GAINESVILLE, Ga. -- Four suspected members of a Georgia militia charged with plotting attacks with toxins and explosives against government officials pleaded not guilty at a hearing Wednesday, as prosecutors said for the first time that U.S. Attorney General Eric Holder was one of the officials they talked of targeting.
The new details were revealed at a bond hearing at a federal courthouse in north Georgia. In court, prosecutors said 73-year-old Frederick Thomas, described as the plot's ringleader, had listed Holder and former U.S. Rep. Cynthia McKinney as part of a list of potential assassination targets. Authorities also said Thomas had stockpiled 52 guns and 30,000 rounds of ammunition at his home in the Georgia mountains.
Defense attorneys for the men, who are aged between 55 and 73, indicated they were too elderly and infirm to carry out the attacks. Thomas' attorney Jeff Ertel suggested he would argue that his client was making idle chatter and never intended to follow through, and Thomas' wife Charlotte testified her husband would never do any harm.
But prosecutors dismissed claims that the men are too old to have executed the alleged plot. Assistant U.S. attorney Robert McBurney said the men took concrete steps toward carrying out the plot, including casing federal buildings in Atlanta, trying to buy explosives, attempting to make the toxin ricin and amassing the weapons cache.
"Age is not a barrier to the crimes these defendants are charged with," said McBurney. The men, he told the judge, "can pull a trigger just as easily as you or I can."
Thomas and 67-year-old Dan Roberts of conspiring to obtain an explosive and possessing an unregistered silencer. Authorities also charged 55-year-old Ray Adams and 68-year-old Samuel Crump with conspiring and attempting to make ricin, a biological toxin that can be lethal in small doses. If convicted, they could face more than a decade in prison.
U.S. Magistrate Susan Cole didn't issue an immediate decision on whether to grant bond to the four men, instead ordering that a hearing on the issue be continued on Tuesday.
The four allegedly boasted of a "bucket list" of government officials who needed to be "taken out"; talked about scattering ricin from a plane or a car speeding down a highway past major U.S. cities; and scouted IRS and ATF offices, with one man saying, "We'd have to blow the whole building like Timothy McVeigh," a reference to the man executed for bombing a federal building in Oklahoma City in 1995.
Federal investigators said they had them under surveillance for at least seven months, using an undercover informant to infiltrate their meetings at a Waffle House, homes and other places, before finally arresting them last week. The arrests came just days after authorities say they discovered evidence they were trying to extract ricin from castor beans.
Wednesday's hearing focused on Thomas, a great-grandfather who suffers from a host of illnesses, including back pain, heart disease and emphysema. Thomas craned his neck throughout the court appearance to hear the proceedings, and was seen puffing from an inhaler several times.
The hearing made for an odd courtroom spectacle. The four graying men shuffled in with orange jumpsuits and chains, and cupped their ears several times to hear the judge over the last two hearings. About 30 of their friends and family packed the federal courthouse to show their support.
His attorney, Ertel, didn't outline his defense strategy. But he made a point to question the credibility of the confidential informant, who he said was charged with child molestation in South Carolina before cooperating with prosecutors. He said the informant, whose name was not released, also gave his client the $1,000 he needed to purchase the explosive from an undercover agent.
"If this is a terrorist organization, it's the worst funded terrorist organization in the world," said Ertel. "If not for a pushy snitch, they may not have come up with the money."
McBurney, though, said prosecutors had ample evidence that the men were linking the violent speech with dangerous action. And he also disputed assertions from defense lawyers that Thomas was a collector who used his extensive weapons stockpile for hunting.
"You don't hunt with a bomb," he said. "You don't put a silencer on a gun to shoot a deer."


WHAT TO PRODUCE:
This exercise calls for every line of the data below with the string "JSON" in it.

(Figure content listings)
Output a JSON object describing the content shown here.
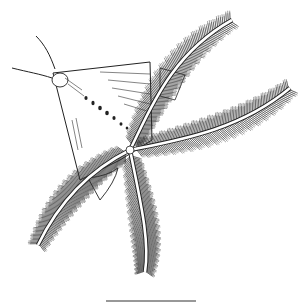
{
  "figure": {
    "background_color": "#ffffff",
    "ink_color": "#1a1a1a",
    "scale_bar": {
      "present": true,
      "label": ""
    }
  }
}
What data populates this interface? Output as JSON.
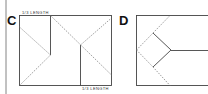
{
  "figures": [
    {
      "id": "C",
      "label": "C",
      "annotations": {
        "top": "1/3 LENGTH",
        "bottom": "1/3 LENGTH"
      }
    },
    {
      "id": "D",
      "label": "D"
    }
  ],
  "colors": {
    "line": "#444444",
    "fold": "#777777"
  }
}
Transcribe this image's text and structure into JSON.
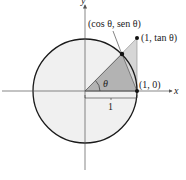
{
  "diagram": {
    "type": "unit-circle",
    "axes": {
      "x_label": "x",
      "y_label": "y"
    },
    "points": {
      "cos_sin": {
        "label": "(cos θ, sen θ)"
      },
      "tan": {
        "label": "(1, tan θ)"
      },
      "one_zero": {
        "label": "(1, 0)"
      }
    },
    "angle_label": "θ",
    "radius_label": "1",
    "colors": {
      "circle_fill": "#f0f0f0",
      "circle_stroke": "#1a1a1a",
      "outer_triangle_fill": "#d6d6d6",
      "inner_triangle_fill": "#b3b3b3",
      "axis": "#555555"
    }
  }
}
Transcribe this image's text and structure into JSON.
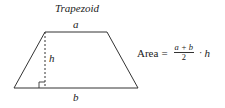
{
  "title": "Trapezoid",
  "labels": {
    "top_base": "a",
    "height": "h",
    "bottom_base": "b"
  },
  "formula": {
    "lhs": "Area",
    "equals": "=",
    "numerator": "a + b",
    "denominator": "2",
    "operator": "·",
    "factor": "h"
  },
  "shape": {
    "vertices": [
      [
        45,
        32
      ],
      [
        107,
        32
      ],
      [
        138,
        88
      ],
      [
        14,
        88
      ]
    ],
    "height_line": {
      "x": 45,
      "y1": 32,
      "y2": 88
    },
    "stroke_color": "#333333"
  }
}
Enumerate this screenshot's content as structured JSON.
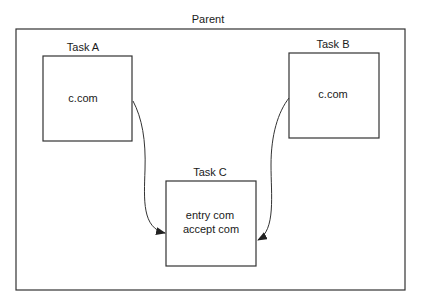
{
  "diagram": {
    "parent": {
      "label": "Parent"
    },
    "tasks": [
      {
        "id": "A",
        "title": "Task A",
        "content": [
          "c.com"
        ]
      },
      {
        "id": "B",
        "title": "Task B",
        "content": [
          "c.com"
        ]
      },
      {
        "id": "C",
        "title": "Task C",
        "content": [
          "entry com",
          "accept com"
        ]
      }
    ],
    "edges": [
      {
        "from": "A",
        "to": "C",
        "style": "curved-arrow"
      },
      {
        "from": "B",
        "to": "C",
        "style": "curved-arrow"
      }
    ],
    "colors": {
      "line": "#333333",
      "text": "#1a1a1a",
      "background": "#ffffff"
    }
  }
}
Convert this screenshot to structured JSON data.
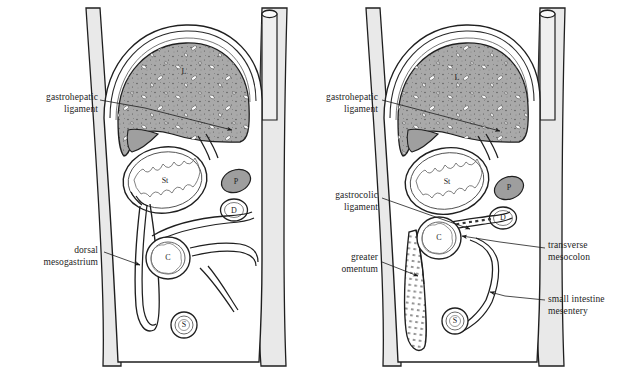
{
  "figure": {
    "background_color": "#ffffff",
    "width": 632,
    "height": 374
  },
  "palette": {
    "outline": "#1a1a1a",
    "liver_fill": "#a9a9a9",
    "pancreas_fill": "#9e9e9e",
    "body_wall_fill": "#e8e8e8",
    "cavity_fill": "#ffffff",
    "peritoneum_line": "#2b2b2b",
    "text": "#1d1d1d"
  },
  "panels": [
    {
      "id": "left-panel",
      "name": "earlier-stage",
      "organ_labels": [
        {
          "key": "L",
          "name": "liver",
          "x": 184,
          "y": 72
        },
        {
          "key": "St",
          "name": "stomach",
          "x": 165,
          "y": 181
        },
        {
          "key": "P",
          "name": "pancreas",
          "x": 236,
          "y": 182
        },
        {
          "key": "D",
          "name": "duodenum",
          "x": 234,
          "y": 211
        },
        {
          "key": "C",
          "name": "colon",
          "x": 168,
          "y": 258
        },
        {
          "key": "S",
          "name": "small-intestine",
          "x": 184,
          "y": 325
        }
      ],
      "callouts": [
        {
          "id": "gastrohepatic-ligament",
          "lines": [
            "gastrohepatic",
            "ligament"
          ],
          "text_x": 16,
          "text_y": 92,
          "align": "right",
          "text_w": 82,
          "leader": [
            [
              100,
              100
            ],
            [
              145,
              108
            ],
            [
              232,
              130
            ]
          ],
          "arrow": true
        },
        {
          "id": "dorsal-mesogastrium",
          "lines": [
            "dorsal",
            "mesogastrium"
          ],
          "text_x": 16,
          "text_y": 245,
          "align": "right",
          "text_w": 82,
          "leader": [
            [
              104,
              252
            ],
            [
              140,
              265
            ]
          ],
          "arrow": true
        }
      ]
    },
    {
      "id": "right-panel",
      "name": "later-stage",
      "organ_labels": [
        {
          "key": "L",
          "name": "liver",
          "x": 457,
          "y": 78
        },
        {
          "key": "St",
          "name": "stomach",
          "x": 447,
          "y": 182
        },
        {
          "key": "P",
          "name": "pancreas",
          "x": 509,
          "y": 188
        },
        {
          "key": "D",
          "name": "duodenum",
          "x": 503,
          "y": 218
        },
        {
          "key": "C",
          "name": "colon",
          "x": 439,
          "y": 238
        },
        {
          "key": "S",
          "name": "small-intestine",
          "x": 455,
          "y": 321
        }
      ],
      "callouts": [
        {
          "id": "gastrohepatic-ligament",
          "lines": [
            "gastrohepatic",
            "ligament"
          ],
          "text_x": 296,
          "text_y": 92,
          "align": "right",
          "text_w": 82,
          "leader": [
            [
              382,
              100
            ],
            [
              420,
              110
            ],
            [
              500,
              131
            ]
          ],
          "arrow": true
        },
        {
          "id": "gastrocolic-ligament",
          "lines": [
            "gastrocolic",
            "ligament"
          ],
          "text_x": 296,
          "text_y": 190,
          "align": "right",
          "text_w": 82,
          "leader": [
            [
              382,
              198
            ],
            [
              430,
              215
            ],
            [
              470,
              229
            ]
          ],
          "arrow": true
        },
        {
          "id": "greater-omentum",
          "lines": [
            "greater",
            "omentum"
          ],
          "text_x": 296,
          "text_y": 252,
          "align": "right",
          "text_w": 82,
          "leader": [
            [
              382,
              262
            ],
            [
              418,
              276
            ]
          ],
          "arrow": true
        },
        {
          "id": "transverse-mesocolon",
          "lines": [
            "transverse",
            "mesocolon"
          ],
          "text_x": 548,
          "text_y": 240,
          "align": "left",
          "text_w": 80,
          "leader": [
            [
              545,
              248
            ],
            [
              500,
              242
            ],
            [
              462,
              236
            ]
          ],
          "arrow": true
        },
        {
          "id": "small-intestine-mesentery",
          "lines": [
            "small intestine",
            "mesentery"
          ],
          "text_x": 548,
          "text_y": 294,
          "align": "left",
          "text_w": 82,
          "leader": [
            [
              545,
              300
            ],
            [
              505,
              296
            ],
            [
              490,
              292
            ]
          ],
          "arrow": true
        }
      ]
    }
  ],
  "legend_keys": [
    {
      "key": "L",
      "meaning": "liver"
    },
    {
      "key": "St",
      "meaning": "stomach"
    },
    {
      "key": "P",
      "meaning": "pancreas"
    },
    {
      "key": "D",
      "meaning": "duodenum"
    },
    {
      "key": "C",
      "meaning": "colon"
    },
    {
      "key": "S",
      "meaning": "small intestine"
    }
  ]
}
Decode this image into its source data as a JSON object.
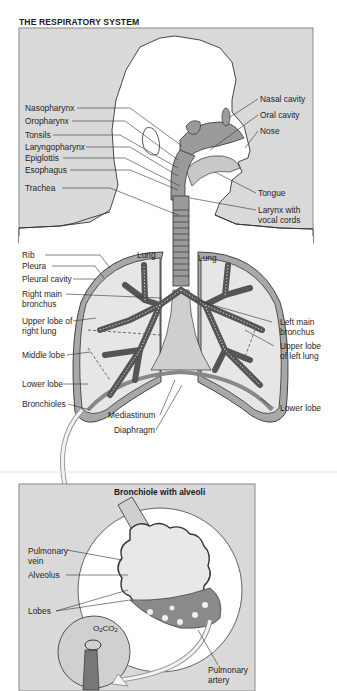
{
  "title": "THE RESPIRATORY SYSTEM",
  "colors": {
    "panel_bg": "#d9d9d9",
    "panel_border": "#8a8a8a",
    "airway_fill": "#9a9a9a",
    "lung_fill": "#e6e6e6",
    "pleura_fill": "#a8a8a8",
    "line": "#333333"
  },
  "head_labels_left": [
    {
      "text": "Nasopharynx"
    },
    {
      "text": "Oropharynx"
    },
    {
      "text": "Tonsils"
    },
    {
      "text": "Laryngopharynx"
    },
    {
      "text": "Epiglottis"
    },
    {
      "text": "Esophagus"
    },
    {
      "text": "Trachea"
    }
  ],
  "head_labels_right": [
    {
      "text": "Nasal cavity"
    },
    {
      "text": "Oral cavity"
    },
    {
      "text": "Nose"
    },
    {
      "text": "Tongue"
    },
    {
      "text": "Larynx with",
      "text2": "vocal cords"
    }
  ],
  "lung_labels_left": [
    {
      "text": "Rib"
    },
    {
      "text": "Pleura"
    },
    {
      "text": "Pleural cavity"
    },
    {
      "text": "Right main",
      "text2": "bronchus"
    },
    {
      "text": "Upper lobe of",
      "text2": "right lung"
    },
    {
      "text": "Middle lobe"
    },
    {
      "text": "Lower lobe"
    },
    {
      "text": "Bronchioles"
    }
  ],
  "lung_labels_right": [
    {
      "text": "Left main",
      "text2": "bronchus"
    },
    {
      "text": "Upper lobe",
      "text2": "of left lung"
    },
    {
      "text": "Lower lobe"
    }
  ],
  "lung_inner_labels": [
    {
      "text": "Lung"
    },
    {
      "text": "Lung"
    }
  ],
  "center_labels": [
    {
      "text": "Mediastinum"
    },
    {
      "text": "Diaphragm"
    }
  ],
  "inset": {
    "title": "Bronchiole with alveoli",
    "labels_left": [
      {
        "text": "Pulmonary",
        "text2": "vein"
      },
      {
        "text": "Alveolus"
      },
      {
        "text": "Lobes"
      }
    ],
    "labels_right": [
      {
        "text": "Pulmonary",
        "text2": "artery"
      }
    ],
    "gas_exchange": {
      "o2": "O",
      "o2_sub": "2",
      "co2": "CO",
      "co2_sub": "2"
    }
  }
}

WRITTEN ANSWER:
Output a JSON object describing the content shown here.
What data populates this interface? Output as JSON.
Transcribe this image's text and structure into JSON.
Transcribe this image's text and structure into JSON.
Enumerate this screenshot's content as structured JSON.
Convert this screenshot to structured JSON data.
Decode this image into its source data as a JSON object.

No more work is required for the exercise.